Many banks offer tiered MMA rates where higher balances earn higher APY. For example, CIT Bank pays 4.45% only on balances above $5,000. Most banks use marginal tiers (like tax brackets) where each portion earns its own rate. Your blended rate is the weighted average. The Tier Optimizer tab helps you see exactly how much more you'd earn by reaching the next tier — sometimes adding just $5,000 can significantly boost your effective yield.
Yes. Money market accounts at FDIC-insured banks are protected up to $250,000 per depositor, per bank, per ownership category. This covers both principal and accrued interest.
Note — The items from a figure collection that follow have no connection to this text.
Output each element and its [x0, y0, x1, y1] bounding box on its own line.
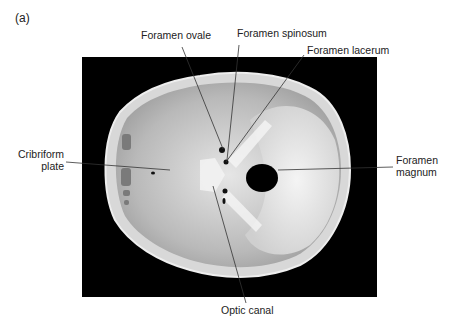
skull-illustration [0, 0, 451, 334]
foramen-magnum-shape [246, 164, 278, 192]
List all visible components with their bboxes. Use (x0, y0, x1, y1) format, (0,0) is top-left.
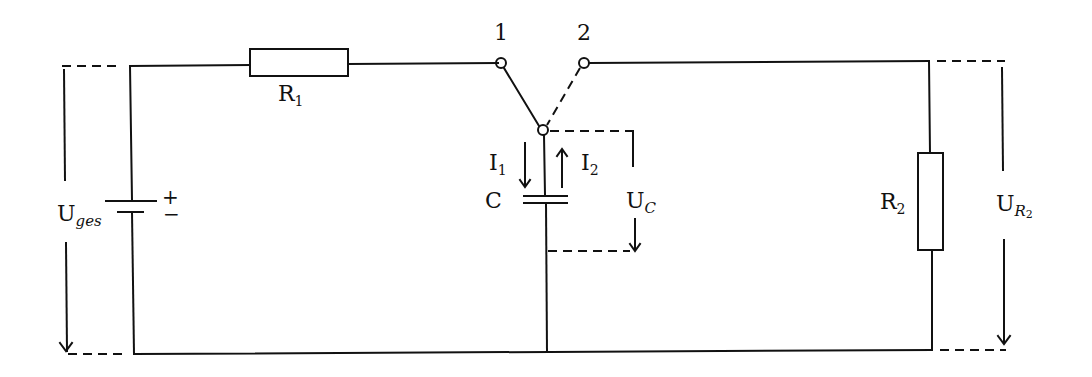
ur2-label-sub: R (1015, 202, 1026, 220)
capacitor-label: C (485, 190, 502, 212)
i1-label-main: I (489, 150, 498, 175)
switch-pos-2-label: 2 (577, 22, 591, 44)
wire-top-left (130, 63, 498, 66)
r1-label-sub: 1 (295, 93, 304, 109)
wire-left (130, 66, 134, 354)
ur2-label-main: U (996, 191, 1015, 216)
i1-label: I1 (489, 152, 507, 177)
uc-label-main: U (626, 188, 645, 213)
resistor-r2 (918, 153, 943, 250)
battery-symbol (106, 201, 156, 212)
wire-bottom (134, 350, 932, 354)
wire-top-right (589, 61, 929, 63)
r1-label: R1 (278, 83, 304, 108)
i2-label: I2 (581, 152, 599, 177)
i2-label-sub: 2 (590, 162, 599, 178)
uges-label: Uges (57, 203, 102, 229)
uc-label-sub: C (645, 199, 656, 217)
r2-label: R2 (880, 191, 906, 216)
r2-label-sub: 2 (897, 201, 906, 217)
uc-label: UC (626, 190, 656, 216)
current-arrow-i1 (520, 143, 530, 187)
uges-label-sub: ges (76, 212, 102, 230)
ur2-label-subsub: 2 (1026, 208, 1033, 221)
battery-minus-label: − (163, 204, 180, 224)
resistor-r1 (250, 49, 348, 76)
i1-label-sub: 1 (498, 162, 507, 178)
ur2-label: UR2 (996, 193, 1033, 220)
switch-pos-1-label: 1 (494, 22, 508, 44)
switch (496, 58, 589, 135)
r2-branch (929, 61, 932, 350)
uges-label-main: U (57, 201, 76, 226)
r1-label-main: R (278, 81, 295, 106)
r2-label-main: R (880, 189, 897, 214)
current-arrow-i2 (557, 149, 567, 187)
i2-label-main: I (581, 150, 590, 175)
capacitor-branch (524, 135, 567, 352)
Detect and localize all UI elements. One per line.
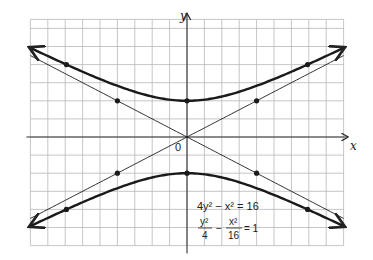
axes [26,14,347,254]
equation-den2: 16 [228,230,240,241]
data-point [64,207,69,212]
equation-den1: 4 [202,230,208,241]
data-point [184,171,189,176]
y-axis-label: y [179,9,187,23]
equation-num1: y² [200,216,209,227]
data-point [115,171,120,176]
equation-rhs: = 1 [244,223,259,234]
origin-label: 0 [175,141,181,153]
data-point [115,98,120,103]
data-point [254,171,259,176]
data-point [305,62,310,67]
equation-standard: 4y² − x² = 16 [197,200,259,212]
equation-num2: x² [229,216,238,227]
hyperbola-graph: y x 0 4y² − x² = 16 y² 4 − x² 16 = 1 [0,0,373,260]
data-point [254,98,259,103]
equation-minus: − [216,223,222,234]
equation-label: 4y² − x² = 16 y² 4 − x² 16 = 1 [196,199,272,243]
data-point [305,207,310,212]
data-point [184,98,189,103]
data-point [64,62,69,67]
x-axis-label: x [350,139,357,153]
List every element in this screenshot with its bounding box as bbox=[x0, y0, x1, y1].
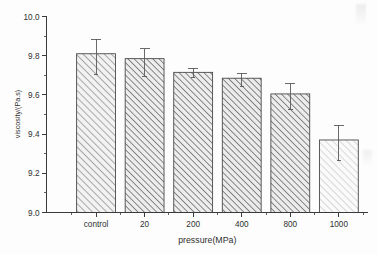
y-tick-label-9.4: 9.4 bbox=[28, 130, 40, 139]
x-tick-label-800: 800 bbox=[283, 220, 297, 229]
bar-400 bbox=[222, 78, 261, 212]
y-tick-label-9.8: 9.8 bbox=[28, 52, 40, 61]
x-tick-label-200: 200 bbox=[186, 220, 200, 229]
x-tick-label-400: 400 bbox=[235, 220, 249, 229]
y-tick-label-10.0: 10.0 bbox=[24, 13, 40, 22]
y-axis-title: viscosity/(Pa.s) bbox=[13, 90, 22, 138]
x-tick-label-1000: 1000 bbox=[330, 220, 349, 229]
bar-200 bbox=[174, 72, 213, 212]
bar-20 bbox=[125, 59, 164, 213]
bar-chart-plot: 10.09.89.69.49.29.0control20200400800100… bbox=[0, 0, 378, 255]
bar-800 bbox=[271, 94, 310, 213]
y-tick-label-9.0: 9.0 bbox=[28, 209, 40, 218]
x-axis-title: pressure(MPa) bbox=[178, 235, 236, 245]
figure-canvas: 10.09.89.69.49.29.0control20200400800100… bbox=[0, 0, 378, 255]
x-tick-label-control: control bbox=[84, 220, 109, 229]
bar-control bbox=[77, 54, 116, 213]
x-tick-label-20: 20 bbox=[140, 220, 150, 229]
y-tick-label-9.6: 9.6 bbox=[28, 91, 40, 100]
bars-layer bbox=[77, 54, 359, 213]
y-tick-label-9.2: 9.2 bbox=[28, 169, 40, 178]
For amounts over $250,000, consider splitting across multiple banks, using joint accounts (which double coverage to $500K), or using a CDARS/ICS network for automatic spreading. Important: do not confuse money market accounts (FDIC-insured) with money market mutual funds (not FDIC-insured, regulated by the SEC).

Related Calculators

Add This Calculator to Your Website

Embed the sum.money Money Market Calculator on your site. Free, responsive, always up-to-date.